Princess Haya is awarded £554MILLION in Britain’s biggest ever divorce settlement to protect her from ex, Sheikh Mohammed Al Maktoum
The ex-wife of the ruler of Dubai has been awarded £554m in Britain’s biggest ever divorce settlement.
Princess Haya bint Hussein will receive a lump sum payment of £251m as part of a ‘clean break’ from one of the world’s richest men, Sheikh Mohammed Al Maktoum, the High Court announced today.
The bulk of this will cover security costs to keep the princess and the two young children she had with the sheikh, Jalila, 14, and Zayed, 9, safe from kidnap.
The prince must also provide a £290m HSBC bank guarantee for his children underpinning an £11m annual maintenance payment, as well as ongoing security costs for them as adults, £3m to cover their education and £9.6m in maintenance arrears.
Lawyers for the princess had argued tight security was needed to keep her and the children safe from her ex-husband. At a previous High Court hearing, Sheikh Mohammed was found on the balance of probabilities to have forcibly returned Princesses Latifa and Shamsa – his daughters with another one of his at least six wives – to Dubai when they attempted to flee the UAE.

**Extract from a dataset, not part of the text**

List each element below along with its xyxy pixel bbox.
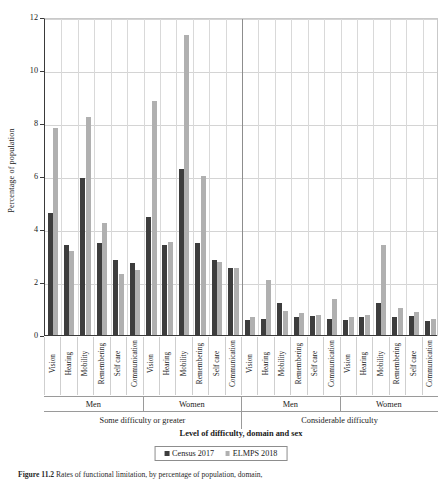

In another bombshell today, the judgement revealed how Princess Haya alleged that she had paid out £7million to ‘blackmailers’ on her security staff to keep secret her affair with her British bodyguard, Russell Flowers, which led to the breakdown of her marriage.
Mr Justice Moor declared in a 73 page judgement that there was a ‘clear and ever-present risk’ to the princess and her two young children and that Sheikh Mohammed was the ‘main threat to her’.
The £554m figure awarded by Mr Justice Moor at the Family Division of the High Court dwarfs the previous highest settlement of £450m made in 2016 to the ex-wife of Russian oligarch Farkhad Akhmedov.
While the award will allow the princess to continue to live in the life of luxury she enjoyed as the sheikh’s sixth wife, it is £900m less than what her lawyers had originally demanded.
Sheikh Mohammed – a close friend of the Queen over their mutual love of horse racing – was also found to have had his agents ‘hack’ the phones of his ex-wife and her lawyers, including Baroness Fiona Shackleton.